== Data in this exercise ==
━━━

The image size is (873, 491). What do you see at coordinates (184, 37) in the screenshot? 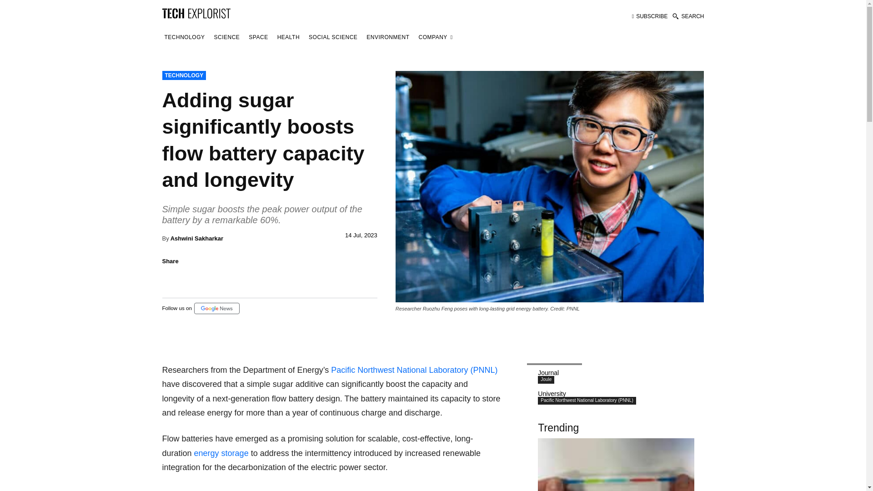
I see `Technology` at bounding box center [184, 37].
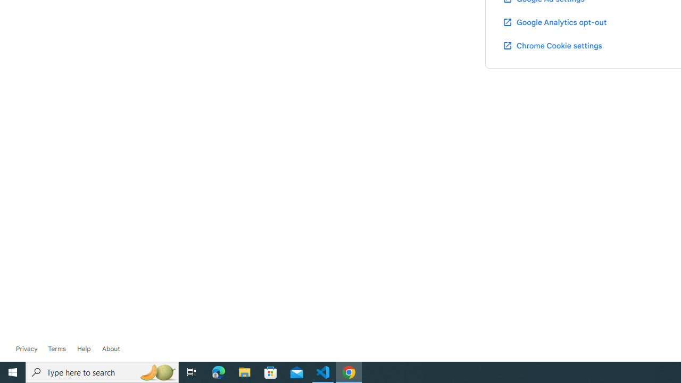  What do you see at coordinates (27, 349) in the screenshot?
I see `Privacy` at bounding box center [27, 349].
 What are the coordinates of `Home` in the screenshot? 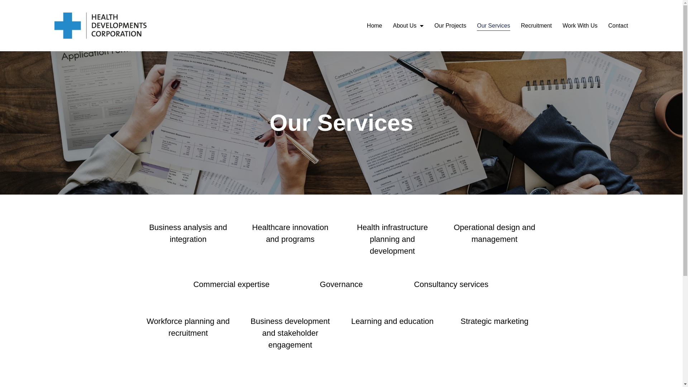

━━━

== Problem requirements ==
Repeat each entry above exactly, passing over any images.

== Output of the task ==
The image size is (873, 491). What do you see at coordinates (184, 37) in the screenshot? 
I see `Technology` at bounding box center [184, 37].
  What do you see at coordinates (27, 349) in the screenshot?
I see `Privacy` at bounding box center [27, 349].
 What are the coordinates of `Home` in the screenshot? 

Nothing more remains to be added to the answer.